YOUR TASK:
What's needed is a full, exact retyping of the records.

SUPPLIED DATA:
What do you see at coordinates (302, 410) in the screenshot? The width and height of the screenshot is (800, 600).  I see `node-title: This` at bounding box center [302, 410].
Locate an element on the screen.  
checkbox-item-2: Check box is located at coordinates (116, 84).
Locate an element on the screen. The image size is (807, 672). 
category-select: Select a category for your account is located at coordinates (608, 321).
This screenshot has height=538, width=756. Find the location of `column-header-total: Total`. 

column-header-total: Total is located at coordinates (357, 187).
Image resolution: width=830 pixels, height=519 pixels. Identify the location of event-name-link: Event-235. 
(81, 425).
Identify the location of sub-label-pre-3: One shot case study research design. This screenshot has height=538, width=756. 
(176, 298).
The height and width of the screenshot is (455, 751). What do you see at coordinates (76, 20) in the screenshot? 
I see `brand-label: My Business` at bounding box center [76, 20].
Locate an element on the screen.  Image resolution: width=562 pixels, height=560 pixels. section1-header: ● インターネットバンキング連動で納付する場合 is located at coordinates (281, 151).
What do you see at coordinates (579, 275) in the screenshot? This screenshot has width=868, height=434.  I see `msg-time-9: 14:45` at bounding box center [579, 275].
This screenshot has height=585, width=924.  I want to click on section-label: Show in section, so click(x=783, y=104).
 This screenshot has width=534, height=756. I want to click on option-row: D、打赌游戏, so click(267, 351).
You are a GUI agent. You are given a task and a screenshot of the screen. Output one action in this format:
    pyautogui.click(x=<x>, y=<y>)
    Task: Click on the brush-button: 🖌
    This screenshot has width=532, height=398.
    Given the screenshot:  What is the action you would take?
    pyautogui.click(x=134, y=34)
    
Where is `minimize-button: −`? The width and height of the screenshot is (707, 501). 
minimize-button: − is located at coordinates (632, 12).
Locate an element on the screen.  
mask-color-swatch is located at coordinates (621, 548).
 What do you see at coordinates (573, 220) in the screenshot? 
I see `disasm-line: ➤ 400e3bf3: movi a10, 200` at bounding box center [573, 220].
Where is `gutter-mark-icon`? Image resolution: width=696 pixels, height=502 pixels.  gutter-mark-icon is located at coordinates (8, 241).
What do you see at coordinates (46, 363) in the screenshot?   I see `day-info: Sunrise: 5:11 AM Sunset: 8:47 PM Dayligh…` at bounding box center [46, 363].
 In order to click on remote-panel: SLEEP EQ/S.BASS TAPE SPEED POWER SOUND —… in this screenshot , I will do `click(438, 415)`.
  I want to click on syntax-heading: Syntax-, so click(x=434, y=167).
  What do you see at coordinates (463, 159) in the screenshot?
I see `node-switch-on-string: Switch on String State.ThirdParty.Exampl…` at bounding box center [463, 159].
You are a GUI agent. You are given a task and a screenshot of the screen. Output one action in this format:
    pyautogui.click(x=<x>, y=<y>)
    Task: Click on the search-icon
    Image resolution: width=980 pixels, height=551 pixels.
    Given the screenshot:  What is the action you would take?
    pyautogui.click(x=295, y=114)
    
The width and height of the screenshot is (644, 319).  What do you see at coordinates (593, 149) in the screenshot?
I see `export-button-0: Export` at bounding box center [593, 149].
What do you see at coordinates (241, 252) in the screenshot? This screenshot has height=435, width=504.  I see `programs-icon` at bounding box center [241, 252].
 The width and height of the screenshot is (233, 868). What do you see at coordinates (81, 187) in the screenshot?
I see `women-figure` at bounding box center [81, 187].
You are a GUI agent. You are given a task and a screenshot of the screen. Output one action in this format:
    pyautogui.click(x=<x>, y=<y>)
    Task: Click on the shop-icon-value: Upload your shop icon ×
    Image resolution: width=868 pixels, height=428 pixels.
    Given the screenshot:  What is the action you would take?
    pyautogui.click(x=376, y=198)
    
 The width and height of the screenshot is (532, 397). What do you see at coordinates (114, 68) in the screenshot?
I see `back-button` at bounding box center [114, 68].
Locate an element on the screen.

SOLUTION BELOW:
What do you see at coordinates (302, 410) in the screenshot? The width and height of the screenshot is (800, 600).  I see `node-title: This` at bounding box center [302, 410].
Locate an element on the screen.  
checkbox-item-2: Check box is located at coordinates (116, 84).
Locate an element on the screen. The image size is (807, 672). 
category-select: Select a category for your account is located at coordinates (608, 321).
This screenshot has height=538, width=756. Find the location of `column-header-total: Total`. 

column-header-total: Total is located at coordinates (357, 187).
Image resolution: width=830 pixels, height=519 pixels. Identify the location of event-name-link: Event-235. 
(81, 425).
Identify the location of sub-label-pre-3: One shot case study research design. This screenshot has height=538, width=756. 
(176, 298).
The height and width of the screenshot is (455, 751). What do you see at coordinates (76, 20) in the screenshot? 
I see `brand-label: My Business` at bounding box center [76, 20].
Locate an element on the screen.  Image resolution: width=562 pixels, height=560 pixels. section1-header: ● インターネットバンキング連動で納付する場合 is located at coordinates (281, 151).
What do you see at coordinates (579, 275) in the screenshot? This screenshot has width=868, height=434.  I see `msg-time-9: 14:45` at bounding box center [579, 275].
This screenshot has height=585, width=924.  I want to click on section-label: Show in section, so click(x=783, y=104).
 This screenshot has width=534, height=756. I want to click on option-row: D、打赌游戏, so click(267, 351).
You are a GUI agent. You are given a task and a screenshot of the screen. Output one action in this format:
    pyautogui.click(x=<x>, y=<y>)
    Task: Click on the brush-button: 🖌
    This screenshot has width=532, height=398.
    Given the screenshot:  What is the action you would take?
    pyautogui.click(x=134, y=34)
    
Where is `minimize-button: −`? The width and height of the screenshot is (707, 501). 
minimize-button: − is located at coordinates (632, 12).
Locate an element on the screen.  
mask-color-swatch is located at coordinates (621, 548).
 What do you see at coordinates (573, 220) in the screenshot? 
I see `disasm-line: ➤ 400e3bf3: movi a10, 200` at bounding box center [573, 220].
Where is `gutter-mark-icon`? Image resolution: width=696 pixels, height=502 pixels.  gutter-mark-icon is located at coordinates (8, 241).
What do you see at coordinates (46, 363) in the screenshot?   I see `day-info: Sunrise: 5:11 AM Sunset: 8:47 PM Dayligh…` at bounding box center [46, 363].
 In order to click on remote-panel: SLEEP EQ/S.BASS TAPE SPEED POWER SOUND —… in this screenshot , I will do `click(438, 415)`.
  I want to click on syntax-heading: Syntax-, so click(x=434, y=167).
  What do you see at coordinates (463, 159) in the screenshot?
I see `node-switch-on-string: Switch on String State.ThirdParty.Exampl…` at bounding box center [463, 159].
You are a GUI agent. You are given a task and a screenshot of the screen. Output one action in this format:
    pyautogui.click(x=<x>, y=<y>)
    Task: Click on the search-icon
    Image resolution: width=980 pixels, height=551 pixels.
    Given the screenshot:  What is the action you would take?
    pyautogui.click(x=295, y=114)
    
The width and height of the screenshot is (644, 319).  What do you see at coordinates (593, 149) in the screenshot?
I see `export-button-0: Export` at bounding box center [593, 149].
What do you see at coordinates (241, 252) in the screenshot? This screenshot has height=435, width=504.  I see `programs-icon` at bounding box center [241, 252].
 The width and height of the screenshot is (233, 868). What do you see at coordinates (81, 187) in the screenshot?
I see `women-figure` at bounding box center [81, 187].
You are a GUI agent. You are given a task and a screenshot of the screen. Output one action in this format:
    pyautogui.click(x=<x>, y=<y>)
    Task: Click on the shop-icon-value: Upload your shop icon ×
    Image resolution: width=868 pixels, height=428 pixels.
    Given the screenshot:  What is the action you would take?
    pyautogui.click(x=376, y=198)
    
 The width and height of the screenshot is (532, 397). What do you see at coordinates (114, 68) in the screenshot?
I see `back-button` at bounding box center [114, 68].
Locate an element on the screen.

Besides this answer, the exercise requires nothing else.